So, what is happening here on top of Carrauntoohil?
This was the first time I have been at the summit since my teenage years. It required a good six hours of effort to get there and back down. Supreme walkers (and scramblers) Gerard and Mary, acted as guides and Shane and Cian made excellent company on the return, as we descended through the, 'em, Heavenly Gates. Cian (aged ten) pointed out that the title for this route had ominous connotations. In fact his father Shane had witnessed a death there years before. An alternative reading is that we were coming back to the land of the living from a sublime world above, and it certainly felt like that. Heaven, hell, the devil etc. feature a lot in the namings of features of such dramatic landscapes...

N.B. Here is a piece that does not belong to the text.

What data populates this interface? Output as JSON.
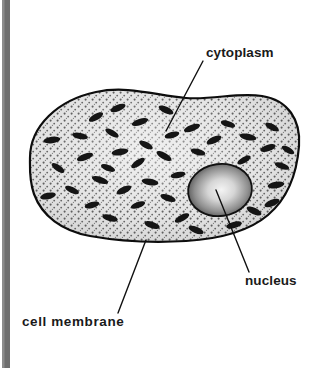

I have heard different interpretations of the Irish, Corrán Tuathail. Though literally the translation is Northwest Crescent, and the crescent shape of the mountain in relation to the valley below fits with such a description, yesterday it was suggested by Mary who teaches in a Gaelscoil, that there are associations with leftness, in the sometimes derogatory way that anything to do with 'left' indicated peculiarity in the past. Other sources state that the name means Tuathal's Sickle, Tuathal having been 'the legitimate' son of some apparent king in the first century BC. I have never liked the way feudal terms like king and queen are imposed lazily on pre-feudal, clan or tribal societies, when father-right was barely a thing, and impressive forms of 'primitive' democracy still lingered.